When it started to get dark, I decided to venture back to my hostel. There was a message on the whiteboard, inviting me and others to meet in the dining area for some drinking games. This was when I met the people that I would spend the next week or so with: a girl who called herself Princess, lots of Italians, an Indian man, and two men who would become my friends. Somehow. 

That night we went bar crawling. I got kicked out for throwing up. Then I blacked out. Luckily, my two new male friends were there to carry me home. I didn’t learn my lesson and repeated this process another four times.

During the day, I had become close friends with this strange little group of people. The two swiss men would talk and laugh about me in German thinking I didn’t understand what they were saying. She’s probably riddled with STDs. Do you think she has showered yet? Bet I can get her to kiss me next. I would walk ahead with everyone else instead. 

During the night, we ate carrots in ruin bars. Slowly, I began to realise that I had kissed the same guy a couple of nights in a row. I doubted my integrity. Was I really this person? Or was I just trying to prove that I wasn’t just a naïve 18-year-old? I was as cool and adult as all these people at least seven years older than me. At least, I thought so at the time.

When I went to the thermal spas with one of my male friends after that string of wild nights, I made it clear that I would from then on only be a wingman. Yet, at some point, I found myself following the same man I had kissed across Europe. We took different trains but ended up in the same countries. The same cities. Always finding each other again. 

The next thing I knew, we were walking side by side down a street in Berlin. I was taking photos of him. He was telling me about this girl he had a crush on back home. She had a boyfriend. He was sad. 

I was staying at the same hostel as him. When we had taken a seat on Museum Island, he stroked my leg and said, “It’s alright not shaving at your age but when you become a woman, you should consider it. Men don’t like this.” I bought him dinner to show him that I was the man. He was a good guy, the little voice in my head tells me still.
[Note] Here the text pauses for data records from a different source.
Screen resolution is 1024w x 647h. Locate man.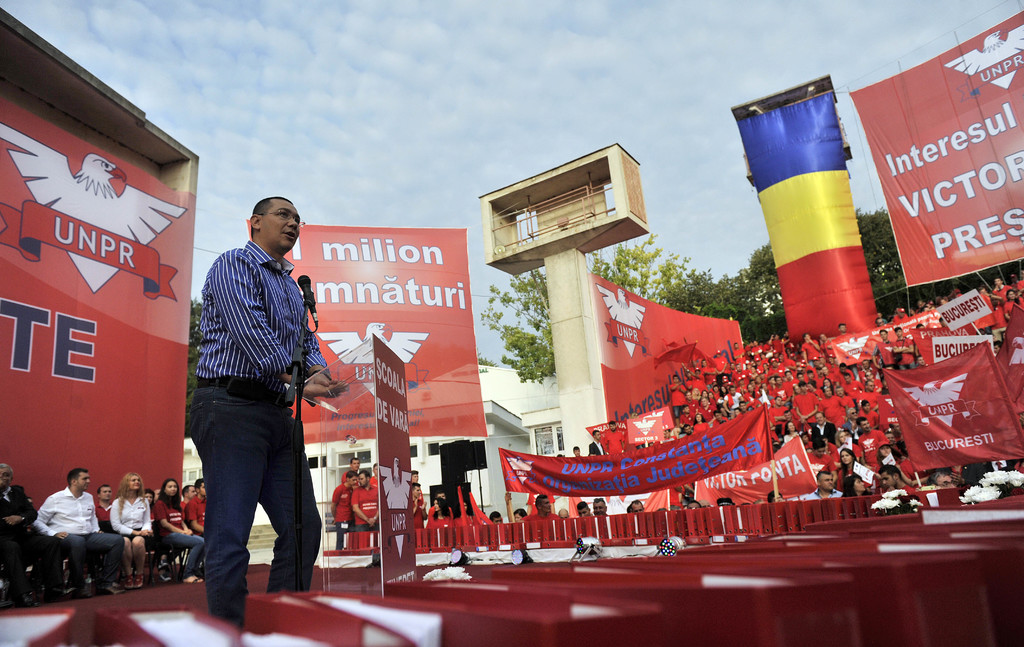
select_region(412, 470, 420, 485).
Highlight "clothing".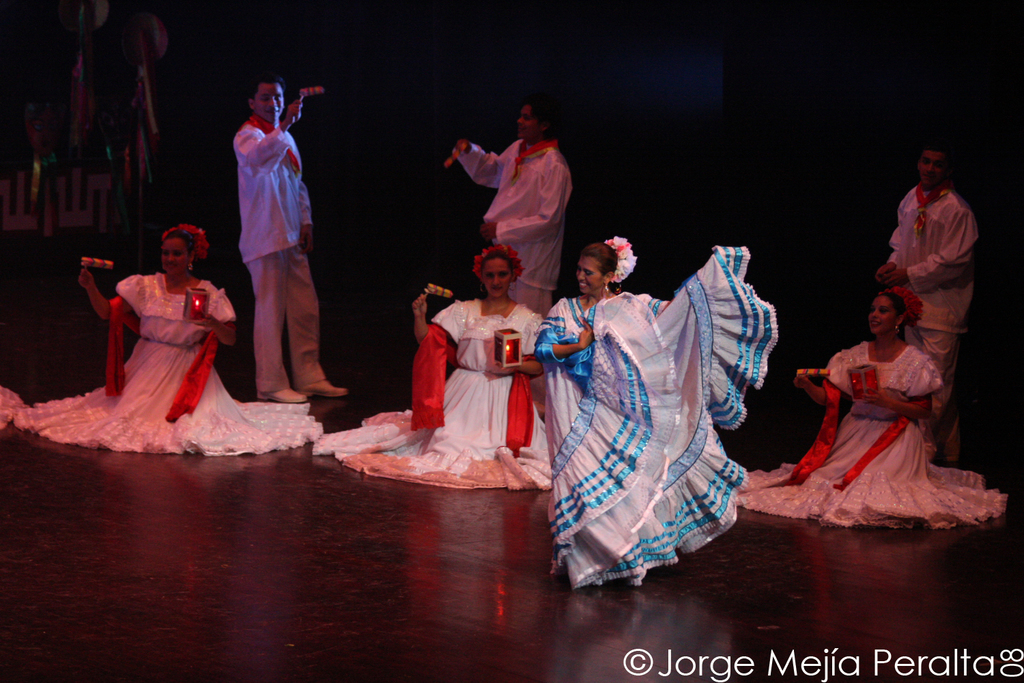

But was he? 

I still remember walking down the Vltava and him telling me that this was only Ferienliebe, summer love. I laughed, how romantic. Still, the word floated around my head for a little while. Why should ‘love’ have to be permanent? The answer, I learned, is that it doesn’t. I’m quite happy to have the memory of him untarnished by the things he would have later said to ruin it all. Happy that it only lasted three weeks on and off. Happy that it remains a Ferienliebe.